DM tips #6
Catagorize your NPCs. My preferred set is (npc, monster, dmpc, quest point) but when making an NPC, only make enough relative to it's story presence.
Using my list, an npc is a character who exists for 1 story purpose. So this is Kasc. She's a lizardfolk who owns the town smithy. She has soot covered scales and a ragged apron. Her right arm has large burn scars on it.
That's it, no story, enough description to feel like a person, and a use (shopkeep). Does she have a surname? Only if someone asks. Why the burns? I'll make something up in the moment. Tall or short? Stocky or lithe? Hair? I won't think of these things until someone asks, and it allows an easy access to improv a character design. If you don't sweat the details, you can make quick desicions in the moment without "ruining" your original vision for the character.
If your players fall in love (figuratively) with the character, you'll naturally fill out and flesh out more and more as time goes by. And if your players rob them blind and skip town, then you didn't spend 40 minutes pouring heart and soul into a backstory that just got bypassed.
A monster is an npc with a reason to be where they are, a stat block, an action block, and 1 key interactive expectation (antagonist, sight to be seen, benevolent, exposition point etc).
dmpc are fully fleshed leveled characters, normally fufilling the role of a guest character, or a story arc protagonist (or villain)
Lastly, the quest point.
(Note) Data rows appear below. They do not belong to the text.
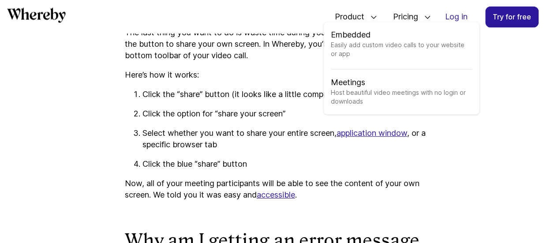 Image resolution: width=558 pixels, height=243 pixels. I want to click on span: Product, so click(346, 17).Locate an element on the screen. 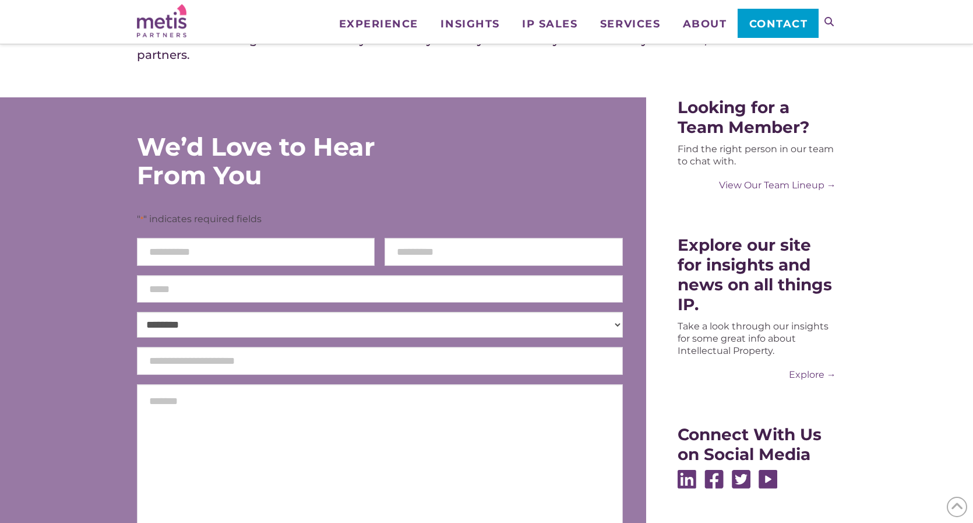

These are deities, campaign villain, campaign benefactors, these are the concrete pillar characters in the world for your players, they do need to be fully ironed out with motives and quirks and flaws.
Find whatever system helps you best, but a good line of thought is "put in half as many minutes to make a character as you expect them to exist in the world". It will save you many hours as the sessions fly by.
One unwritten npc, the instant npc, the "anyone at the bar I can chat to?" The "I catch the arm of a passer by." For these, have a list of names behind your dm screen and have a quick reference list of personalities. Put one and two together and fly by the seat of your pants.